Waters choked me to death; the abyss whirled around me. (Jonah, the Bible)
We must be ready to allow ourselves to be interrupted by God. (Dietrich Bonhoeffer)
In his wonderful book, Dark Night of the Soul, Thomas Moore addresses the question of how we find our way through life’s ordeals. He perceives these times as spiritual challenges, a time of calling to be more than we are. Perhaps like the 135 pound mother who finds within herself the strength to lift a two ton car off of her trapped child, we become more than we knew we could be when we are challenged by life’s hardships.

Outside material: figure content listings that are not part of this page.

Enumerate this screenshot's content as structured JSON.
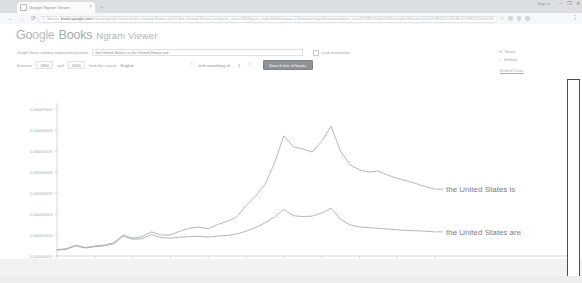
{
  "browser": {
    "tab": {
      "title": "Google Ngram Viewer",
      "favicon_name": "page-favicon",
      "close_label": "×"
    },
    "new_tab_label": "+",
    "nav": {
      "back": "←",
      "forward": "→",
      "reload": "⟳"
    },
    "omnibox": {
      "lock_icon": "⚿",
      "secure_label": "Secure",
      "url_domain": "books.google.com",
      "url_path": "/ngrams/graph?content=the+United+States+is%2Cthe+United+States+are&year_start=1800&year_end=2000&corpus=15&smoothing=3&share=&direct_url=t1%3B%2Cthe%20United%20States%20is%3B%2Cc0%3B.t1%3B%2Cthe%20United%20States%20are%3B%2Cc0",
      "star_icon": "☆"
    },
    "menu_icon": "⋮",
    "window": {
      "signin_label": "Sign in",
      "minimize": "–",
      "maximize": "❐",
      "close": "✕"
    }
  },
  "header": {
    "brand_go": "Go",
    "brand_ogle": "ogle",
    "brand_books": "Books",
    "product": "Ngram Viewer"
  },
  "controls": {
    "query_label": "Graph these comma-separated phrases:",
    "query_value": "the United States is,the United States are",
    "query_placeholder": "Enter comma-separated phrases",
    "case_insensitive_label": "case-insensitive",
    "between_label": "between",
    "year_start": "1800",
    "and_label": "and",
    "year_end": "2000",
    "corpus_label": "from the corpus",
    "corpus_value": "English",
    "smoothing_label": "with smoothing of",
    "smoothing_value": "3",
    "caret_icon": "▾",
    "search_button_label": "Search lots of books"
  },
  "chart_actions": {
    "share_icon": "➦",
    "share_label": "Share",
    "embed_icon": "‹›",
    "embed_label": "Embed",
    "embed_chart_link": "Embed Chart"
  },
  "chart_data": {
    "type": "line",
    "title": "",
    "xlabel": "",
    "ylabel": "",
    "xlim": [
      1800,
      2000
    ],
    "ylim": [
      0.0,
      7e-05
    ],
    "grid": false,
    "legend_position": "right",
    "x_ticks": [
      1800,
      1820,
      1840,
      1860,
      1880,
      1900,
      1920,
      1940,
      1960,
      1980,
      2000
    ],
    "x_tick_labels": [
      "1800",
      "1820",
      "1840",
      "1860",
      "1880",
      "1900",
      "1920",
      "1940",
      "1960",
      "1980",
      "2000"
    ],
    "y_ticks": [
      0.0,
      1e-05,
      2e-05,
      3e-05,
      4e-05,
      5e-05,
      6e-05,
      7e-05
    ],
    "y_tick_labels": [
      "0.0000000%",
      "0.0000100%",
      "0.0000200%",
      "0.0000300%",
      "0.0000400%",
      "0.0000500%",
      "0.0000600%",
      "0.0000700%"
    ],
    "line_color": "#9aa0a4",
    "series": [
      {
        "name": "the United States is",
        "label": "the United States is",
        "x": [
          1800,
          1805,
          1810,
          1815,
          1820,
          1825,
          1830,
          1835,
          1840,
          1845,
          1850,
          1855,
          1860,
          1865,
          1870,
          1875,
          1880,
          1885,
          1890,
          1895,
          1900,
          1905,
          1910,
          1915,
          1920,
          1925,
          1930,
          1935,
          1940,
          1945,
          1950,
          1955,
          1960,
          1965,
          1970,
          1975,
          1980,
          1985,
          1990,
          1995,
          2000
        ],
        "values": [
          3e-06,
          3.5e-06,
          5.2e-06,
          4e-06,
          4.8e-06,
          5.2e-06,
          6.3e-06,
          1e-05,
          8.5e-06,
          9.2e-06,
          1.15e-05,
          1e-05,
          1e-05,
          1.18e-05,
          1.32e-05,
          1.38e-05,
          1.3e-05,
          1.5e-05,
          1.65e-05,
          1.85e-05,
          2.4e-05,
          2.85e-05,
          3.4e-05,
          4.4e-05,
          5.72e-05,
          5.2e-05,
          5.1e-05,
          4.95e-05,
          5.45e-05,
          6.18e-05,
          5e-05,
          4.35e-05,
          4.1e-05,
          4e-05,
          4.05e-05,
          3.85e-05,
          3.7e-05,
          3.58e-05,
          3.45e-05,
          3.3e-05,
          3.18e-05
        ]
      },
      {
        "name": "the United States are",
        "label": "the United States are",
        "x": [
          1800,
          1805,
          1810,
          1815,
          1820,
          1825,
          1830,
          1835,
          1840,
          1845,
          1850,
          1855,
          1860,
          1865,
          1870,
          1875,
          1880,
          1885,
          1890,
          1895,
          1900,
          1905,
          1910,
          1915,
          1920,
          1925,
          1930,
          1935,
          1940,
          1945,
          1950,
          1955,
          1960,
          1965,
          1970,
          1975,
          1980,
          1985,
          1990,
          1995,
          2000
        ],
        "values": [
          2.8e-06,
          3.2e-06,
          4.8e-06,
          3.8e-06,
          4.4e-06,
          4.8e-06,
          5.8e-06,
          9.5e-06,
          8e-06,
          8.2e-06,
          1.02e-05,
          8.8e-06,
          8.5e-06,
          9e-06,
          9.2e-06,
          9.4e-06,
          9e-06,
          9.5e-06,
          9.8e-06,
          1.05e-05,
          1.18e-05,
          1.35e-05,
          1.58e-05,
          1.85e-05,
          2.22e-05,
          1.92e-05,
          1.88e-05,
          1.9e-05,
          2.05e-05,
          2.28e-05,
          1.75e-05,
          1.48e-05,
          1.38e-05,
          1.35e-05,
          1.32e-05,
          1.28e-05,
          1.25e-05,
          1.22e-05,
          1.2e-05,
          1.18e-05,
          1.15e-05
        ]
      }
    ]
  }
}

At some time or another, most people go through a period of sadness, trial, loss, frustration, or failure so disturbing that it feels it will never end. You may be in a difficult marriage, you may be dealing with chronic or terminal illness, trying to come to grips with a terrible betrayal, grieving a deep and aching loss, or going through a period of emptiness and lack of meaning. This period of desolation is often called the dark night of the soul. If you are like most people, you have gone through several dark nights of the soul. You may find yourself in one right now.
Both psychology and religion tend to avoid these dark times by hiding behind diagnoses, medication, platitudes, or false assurances, trying to ‘cure’ them or make them go away. But what you are going through is not just a mood or a ‘feeling.’ Rather, as More asserts, and I believe, it is an experience that pares life down to its essentials, and helps you figure out what matters most. This experience is not extraordinary or rare, but a natural part of life. As horrible as it may be at the time, it can deepen your insight and compassion, and offer you an opportunity for a new start, a fresh way of seeing things, a more authentic way of being.
Grief was one of my darkest nights of the soul. Currently I am finding, and suspect that I will continue to find, that dealing with the challenges of aging moves one into a deep silence that can be dark, but can also be restoring, and re-storying.
I once saw an inscription on a tomb that I loved; it read Further In and Higher Up! To accept the dark times as important times of transition and transformation, to find some kind of meaning in them, isn’t easy, but I truly believe that it is another opportunity to deepen our awareness, to be re-born yet again, to move “further in and higher up.”